PROBLEM TO WORK ON
Quote exactly and only this range of lines in the data below: the line that holds "The image size is (846, 616)." to the line that holds "The image size is (756, 559).", both included.

SOURCE INFORMATION
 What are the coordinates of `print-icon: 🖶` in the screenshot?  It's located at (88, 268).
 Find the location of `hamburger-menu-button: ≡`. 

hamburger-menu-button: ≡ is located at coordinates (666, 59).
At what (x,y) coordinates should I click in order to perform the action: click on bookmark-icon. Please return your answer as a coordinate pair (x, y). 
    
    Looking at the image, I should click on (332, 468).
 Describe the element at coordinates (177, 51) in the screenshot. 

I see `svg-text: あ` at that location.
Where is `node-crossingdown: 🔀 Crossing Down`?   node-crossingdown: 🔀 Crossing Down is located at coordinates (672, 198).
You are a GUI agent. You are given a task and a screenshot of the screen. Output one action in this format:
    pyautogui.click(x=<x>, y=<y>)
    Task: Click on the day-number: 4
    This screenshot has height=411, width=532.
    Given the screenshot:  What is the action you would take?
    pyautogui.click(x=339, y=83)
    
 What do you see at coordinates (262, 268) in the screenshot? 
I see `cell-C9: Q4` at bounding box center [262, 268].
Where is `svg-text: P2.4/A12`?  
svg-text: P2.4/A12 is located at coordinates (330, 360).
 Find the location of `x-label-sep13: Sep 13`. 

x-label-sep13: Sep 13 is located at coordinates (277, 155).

--

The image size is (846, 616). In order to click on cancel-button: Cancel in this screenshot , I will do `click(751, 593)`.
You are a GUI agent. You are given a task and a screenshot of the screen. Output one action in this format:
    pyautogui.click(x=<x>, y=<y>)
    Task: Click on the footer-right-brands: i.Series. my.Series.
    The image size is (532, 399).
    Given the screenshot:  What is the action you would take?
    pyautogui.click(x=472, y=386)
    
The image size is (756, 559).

RESPONSE TO THE TASK
The image size is (846, 616). In order to click on cancel-button: Cancel in this screenshot , I will do `click(751, 593)`.
You are a GUI agent. You are given a task and a screenshot of the screen. Output one action in this format:
    pyautogui.click(x=<x>, y=<y>)
    Task: Click on the footer-right-brands: i.Series. my.Series.
    The image size is (532, 399).
    Given the screenshot:  What is the action you would take?
    pyautogui.click(x=472, y=386)
    
The image size is (756, 559).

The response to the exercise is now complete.